‘I considered the time had come,’ he said, ’to pay high for valuable noos, so I sold the enemy a very pretty de-vice. If you ever gave your mind to ciphers and illicit correspondence, Dick, you would know that the one kind of document you can’t write on in invisible ink is a coated paper, the kind they use in the weeklies to print photographs of leading actresses and the stately homes of England. Anything wet that touches it corrugates the surface a little, and you can tell with a microscope if someone’s been playing at it.
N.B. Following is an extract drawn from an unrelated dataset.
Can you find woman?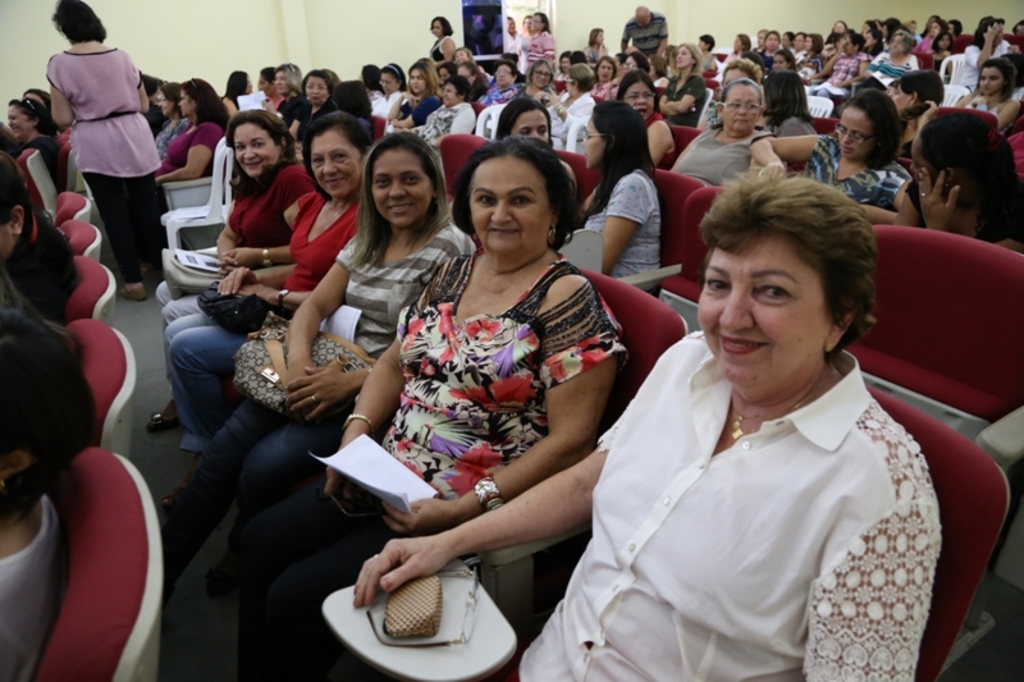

Well, we had the good fortune to discover just how to get over that little difficulty—how to write on glazed paper with a quill so as the cutest analyst couldn’t spot it, and likewise how to detect the writing. I decided to sacrifice that invention, casting my bread upon the waters and looking for a good-sized bakery in return . . . I had it sold to the enemy. The job wanted delicate handling, but the tenth man from me—he was an Austrian Jew—did the deal and scooped fifty thousand dollars out of it. Then I lay low to watch how my friend would use the de-vice, and I didn’t wait long.’
He took from his pocket a folded sheet of L’Illustration. Over a photogravure plate ran some words in a large sprawling hand, as if written with a brush.
‘That page when I got it yesterday,’ he said, ’was an unassuming picture of General Petain presenting military medals. There wasn’t a scratch or a ripple on its surface. But I got busy with it, and see there!’
He pointed out two names. The writing was a set of key-words we did not know, but two names stood out which I knew too well. They were ‘Bommaerts’ and ‘Chelius’.
‘My God!’ I cried, ’that’s uncanny. It only shows that if you chew long enough—–’
‘Dick,’ said Mary, ’you mustn’t say that again. At the best it’s an ugly metaphor, and you’re making it a platitude.’
‘Who is Ivery anyhow?’ I asked. ’Do you know more about him than we knew in the summer? Mary, what did Bommaerts pretend to be?’
‘An Englishman.’ Mary spoke in the most matter-of-fact tone, as if it were a perfectly usual thing to be made love to by a spy, and that rather soothed my annoyance. ’When he asked me to marry him he proposed to take me to a country-house in Devonshire. I rather think, too, he had a place in Scotland. But of course he’s a German.’
‘Ye-es,’ said Blenkiron slowly, ’I’ve got on to his record, and it isn’t a pretty story. It’s taken some working out, but I’ve got all the links tested now . . . He’s a Boche and a large-sized nobleman in his own state. Did you ever hear of the Graf von Schwabing?’
I shook my head.
‘I think I have heard Uncle Charlie speak of him,’ said Mary, wrinkling her brows. ‘He used to hunt with the Pytchley.’